At PubSEG, we’re committed to making sure that doesn’t happen. We’re constantly looking for ways to grow our employees by promoting from within or expanding responsibilities. Whether you’re an experienced contact tracer or a relative novice, hard work often leads to new opportunities.
“I feel like PubSEG promotes from within more often than other companies, mainly because we’re growing so fast,” says Dawn Stolte, PubSEG’s Head of Operations. “A lot of employees who started as contact tracers are now lead contact tracers or supervisors.”
In choosing who to promote, PubSEG’s executives look for certain qualities essential to contact tracing, including communication skills, leadership ability, and problem-solving capacity. All of our contact tracers have these skills at some level, but many demonstrate an added degree of excellence.
With our contact tracers working remotely across the country, it can be challenging to measure these skills, but PubSEG’s leaders make an extra effort to get to know our employees and stay connected with them.
“It’s sometimes hard when you’re working in a remote environment to see who has those qualities,” Dawn says, “but our leads meet with their teams regularly via Zoom to really get to know each person and see what their strengths and weaknesses are. We also offer a lot of coaching sessions to help them develop. When we see they have good leadership abilities, we start giving them more responsibilities.”
When PubSEG formed two years ago as an offshoot of nationally recognized call center VSA Prospecting, the company was fortunate to immediately attract a pool of experienced contact tracers, some of whom had worked in high-population areas such as Los Angeles County and New York City. But PubSEG still provided new challenges for them.
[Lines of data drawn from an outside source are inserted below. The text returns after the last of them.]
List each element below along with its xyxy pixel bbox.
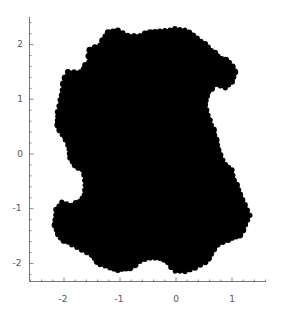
y-tick-label: -1 — [13, 203, 22, 213]
fractal-edge-bump — [65, 201, 69, 205]
fractal-edge-bump — [246, 218, 250, 222]
fractal-edge-bump — [81, 173, 85, 177]
fractal-edge-bump — [220, 240, 225, 245]
fractal-plot: 2 1 0 -1 -2 -2 -1 0 1 — [0, 0, 282, 319]
fractal-edge-bump — [202, 102, 208, 108]
y-tick-label: -2 — [13, 258, 22, 268]
fractal-edge-bump — [63, 138, 67, 142]
fractal-edge-bump — [59, 93, 63, 97]
fractal-edge-bump — [138, 33, 142, 37]
fractal-edge-bump — [115, 27, 121, 33]
fractal-edge-bump — [208, 118, 213, 123]
fractal-edge-bump — [107, 265, 112, 270]
fractal-edge-bump — [220, 157, 225, 162]
fractal-edge-bump — [152, 255, 157, 260]
fractal-edge-bump — [52, 217, 58, 223]
fractal-edge-bump — [229, 167, 234, 172]
fractal-edge-bump — [67, 151, 72, 156]
fractal-edge-bump — [82, 188, 87, 193]
y-tick-label: 2 — [17, 39, 23, 49]
fractal-edge-bump — [213, 133, 217, 137]
fractal-edge-bump — [210, 126, 217, 133]
fractal-edge-bump — [82, 178, 87, 183]
fractal-edge-bump — [74, 245, 79, 250]
fractal-edge-bump — [53, 212, 58, 217]
fractal-edge-bump — [197, 262, 203, 268]
x-tick-label: -2 — [59, 294, 68, 304]
fractal-edge-bump — [132, 33, 136, 37]
fractal-edge-bump — [215, 242, 220, 247]
fractal-edge-bump — [242, 202, 248, 208]
fractal-edge-bump — [120, 30, 125, 35]
fractal-edge-bump — [56, 103, 61, 108]
fractal-edge-bump — [79, 247, 85, 253]
fractal-edge-bump — [62, 75, 69, 82]
fractal-edge-bump — [172, 26, 177, 31]
fractal-edge-bump — [59, 200, 64, 205]
fractal-edge-bump — [182, 269, 187, 274]
fractal-edge-bump — [60, 88, 64, 92]
fractal-edge-bump — [218, 84, 222, 88]
fractal-edge-bump — [82, 192, 88, 198]
fractal-edge-bump — [72, 69, 77, 74]
x-tick-label: 0 — [173, 294, 179, 304]
fractal-edge-bump — [60, 133, 64, 137]
fractal-edge-bump — [103, 264, 107, 268]
fractal-edge-bump — [225, 237, 231, 243]
fractal-edge-bump — [92, 44, 98, 50]
fractal-edge-bump — [192, 265, 198, 271]
fractal-edge-bump — [83, 183, 87, 187]
x-tick-label: 1 — [229, 294, 235, 304]
fractal-edge-bump — [173, 269, 177, 273]
fractal-edge-bump — [86, 60, 90, 64]
x-tick-label: -1 — [115, 294, 124, 304]
fractal-edge-bump — [245, 208, 250, 213]
fractal-edge-bump — [204, 107, 209, 112]
fractal-edge-bump — [157, 255, 163, 261]
fractal-edge-bump — [244, 223, 248, 227]
fractal-edge-bump — [178, 27, 182, 31]
fractal-edge-bump — [157, 29, 163, 35]
fractal-edge-bump — [86, 53, 93, 60]
fractal-edge-bump — [178, 269, 182, 273]
fractal-edge-bump — [143, 258, 147, 262]
fractal-edge-bump — [65, 143, 70, 148]
fractal-edge-bump — [138, 260, 142, 264]
fractal-edge-bump — [67, 147, 71, 151]
fractal-edge-bump — [187, 267, 192, 272]
y-tick-label: 1 — [17, 94, 23, 104]
fractal-edge-bump — [247, 213, 252, 218]
fractal-edge-bump — [55, 109, 61, 115]
fractal-edge-bump — [231, 173, 235, 177]
fractal-edge-bump — [65, 69, 71, 75]
y-tick-label: 0 — [17, 149, 23, 159]
fractal-edge-bump — [206, 113, 210, 117]
fractal-edge-bump — [60, 81, 67, 88]
fractal-edge-bump — [228, 60, 232, 64]
fractal-edge-bump — [223, 85, 228, 90]
fractal-edge-bump — [162, 28, 167, 33]
fractal-edge-bump — [213, 248, 217, 252]
fractal-edge-bump — [125, 33, 130, 38]
fractal-edge-bump — [148, 255, 153, 260]
fractal-edge-bump — [58, 97, 63, 102]
fractal-edge-bump — [217, 152, 223, 158]
fractal-edge-bump — [84, 249, 90, 255]
fractal-edge-bump — [168, 27, 172, 31]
“We were lucky because a lot of public contact tracing efforts were winding down at that time, and we were able to get some folks who already had strong foundational knowledge of contact tracing,” says Kerry Dougherty, PubSEG’s Head of Strategy and Innovation. “But we still had to do our own training, because what we do goes above and beyond contact tracing. We’re also about customer service, communication, and being there to answer people’s questions.”
The experienced contact tracers were supplemented by a large pool of people who may have been new to the position, but who brought skills that made them well-suited to the role.
Dawn cited two specific examples of recently promoted PubSEG employees.
One of them was working on a contact tracing team that was having a few issues. When Dawn met with each member of the team one-on-one, she thought this particular employee had some strong suggestions for helping things run more smoothly. Dawn decided to promote her to lead contact tracer.
She’s now running two different teams as a supervisor.
Another employee joined PubSEG from the VSA side, with no previous contact tracing experience. Within four weeks, she had become a team lead, because, in Dawn’s words, “she really knew how to
take charge of the team and run with it. You have to be able to manage all different types of personalities, and she did that.”
Contact tracing obviously isn’t for everybody. You’re regularly dealing with people who are scared, angry, confused, or some combination of all three. With COVID-19 cases surging, it can feel like the work is never-ending. The stress levels can be intense.
The tracers who do the job and do it well are extremely dedicated. At PubSEG, we believe that’s a quality worth rewarding.